Please Forward this link to White Evangelicals you know
The good people of Associated Baptist Press released a disturbing story today …
600 Southern white evangelicals were recently polled on their views of torture. White Southern Evangelicals are more likely than the general populace to believe torture is sometimes or often justified. The article explains …
A new survey suggests the very Americans who claim to follow the Bible most assiduously don’t consult it when forming their views about torture and government policy.
On a more encouraging note …
On a more encouraging note …
…their views seemed to change when asked to consider torture policy in light of the Golden Rule. When respondents were asked if the United States should “never use methods against our enemies that we would not want used on American soldiers,” more than half agreed.
The article quoted Tyler Wigg Stevenson …
“This is a spiritual crisis, I suggest, that should alarm all Christian leaders regardless of what we think about torture,” said Tyler Wigg Stevenson, a Baptist minister and human-rights activist from Nashville, Tenn., at a press conference announcing the survey’s results. “This bad news for the church is a plus for any special interest who wants to take advantage of us.”

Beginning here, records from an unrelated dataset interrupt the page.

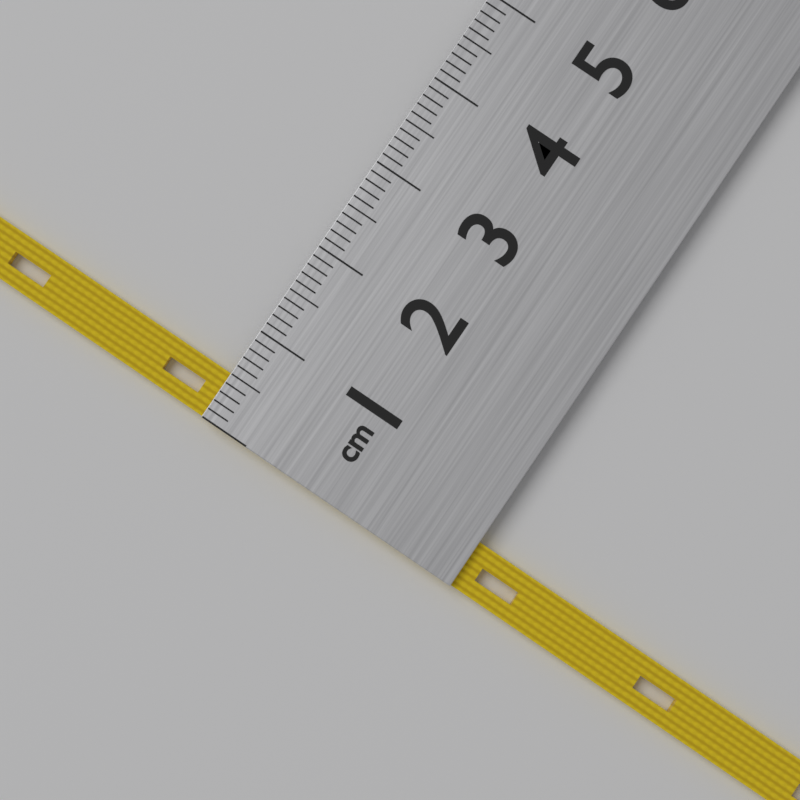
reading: 0.5 cm
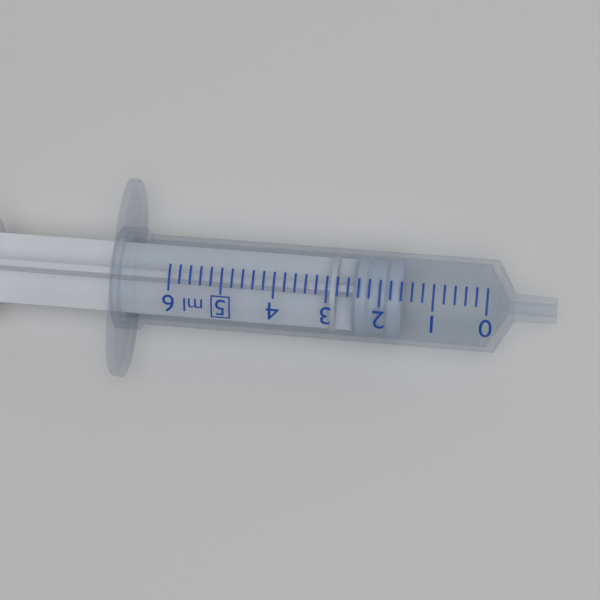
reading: 1.6 ml
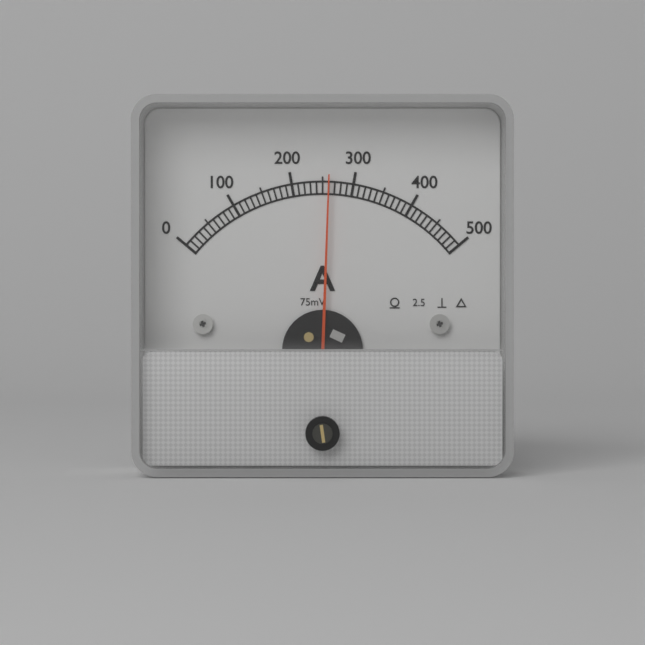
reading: 260 A
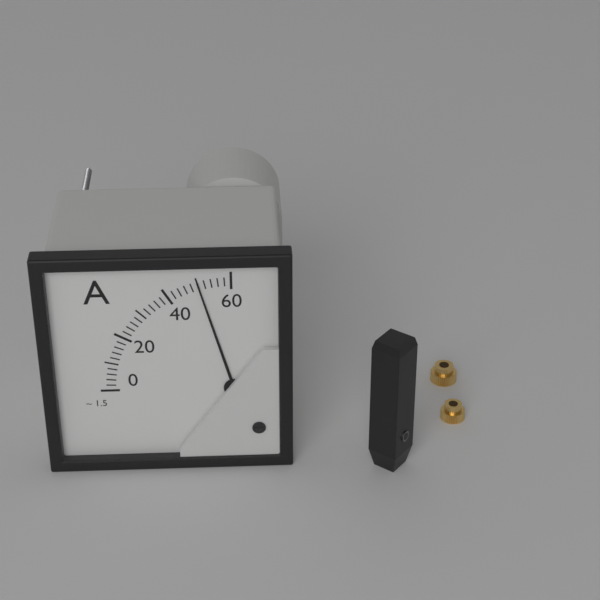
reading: 50 A
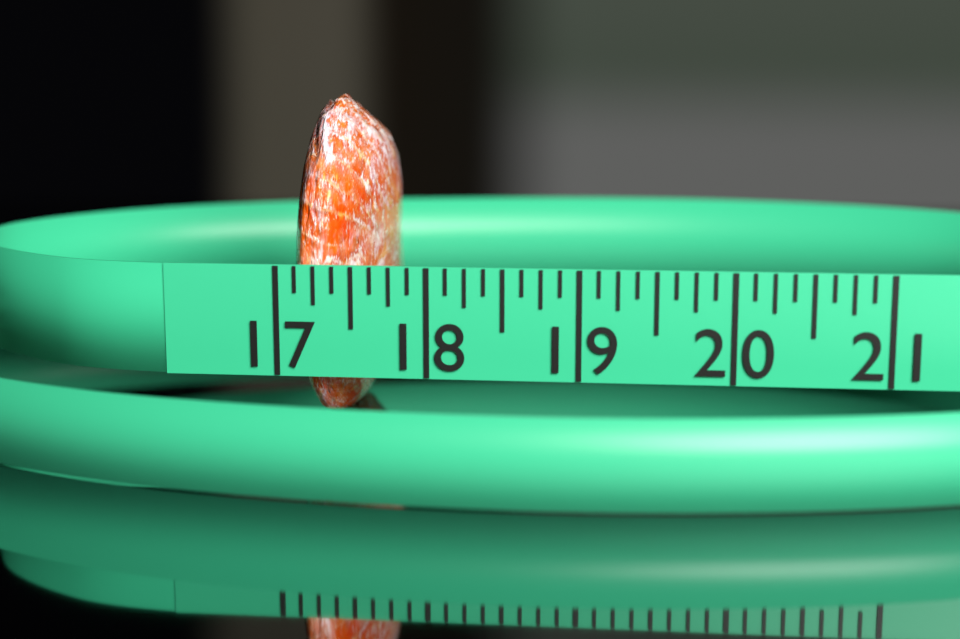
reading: 17.625 (no unit)
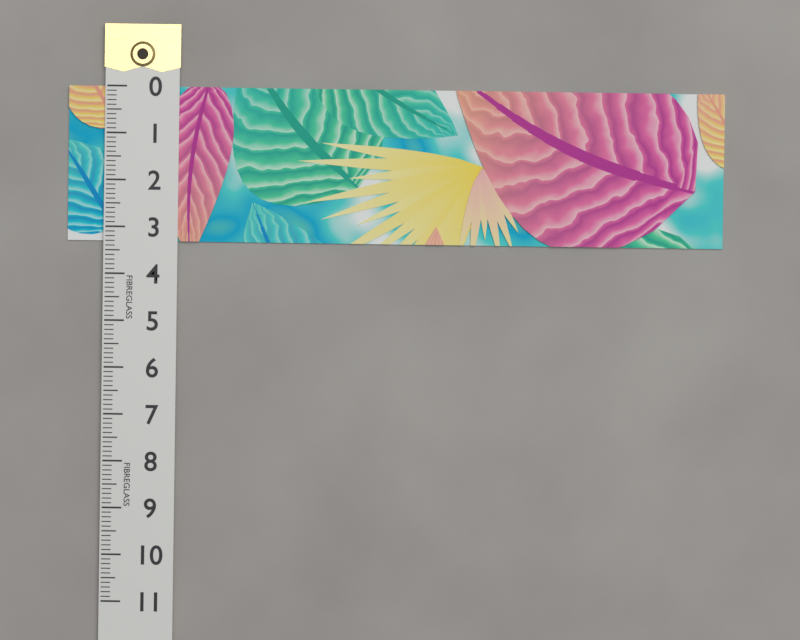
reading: 3.3 (no unit)
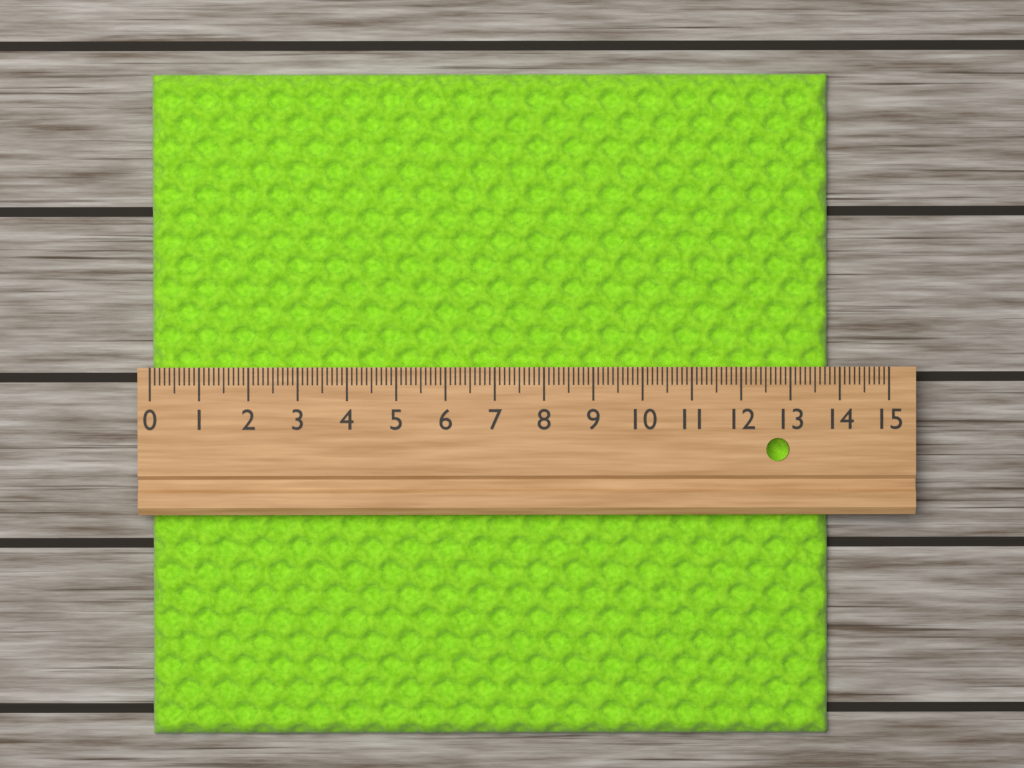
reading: 13.8 (no unit)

However, he added, “The good news this poll reminds us of is that, as with any issue when Christians remember that our calling is to follow Jesus, he changes everything.”
David Gushee commented …
“My message to [Illinois] Sen. Barack Obama … is that you have an opportunity to make torture a moral and, in fact a religious issue—a values issue,” said Gushee, who teaches Christian ethics. “This is in your interest, because you are trying to communicate to religious Americans—and especially to evangelicals.”
But he warned Obama not to soft-pedal the torture issue in his campaign speeches for fear of alienating middle-of-the-road voters. “I say: Say more about the issue of torture and not less,” Gushee said. “Don’t run away from the issue.”
Gushee noted that two-thirds of poll participants who support McCain support torture. He advised McCain …
For McCain, the veteran Arizona senator who endured years of torture while he was a prisoner of war in North Vietnam, Gushee had different advice. “I say to Sen. McCain: Make the tie between your personal narrative and your policy stance on human rights perfectly clear,” he said.
Gushee noted that two-thirds of those in the poll who said they were supporting McCain also support torture. According to the ABP article,
Gushee said he was disappointed with McCain’s actions on specific legislation earlier this year that seemed to indicate he was backtracking on his previous anti-torture stance. Gushee said one vote in particular was “grievously disappointing to all who follow … this battle for our national soul.”
Gushee’s advice to McCain:
“Tell your own voters why they are wrong on this issue, and why you are committed to the positions that you have articulated since 2002-2003 on the issue of torture.”
I hope that white Southern Evangelicals will have some thoughtful dialogue on what this poll tells us.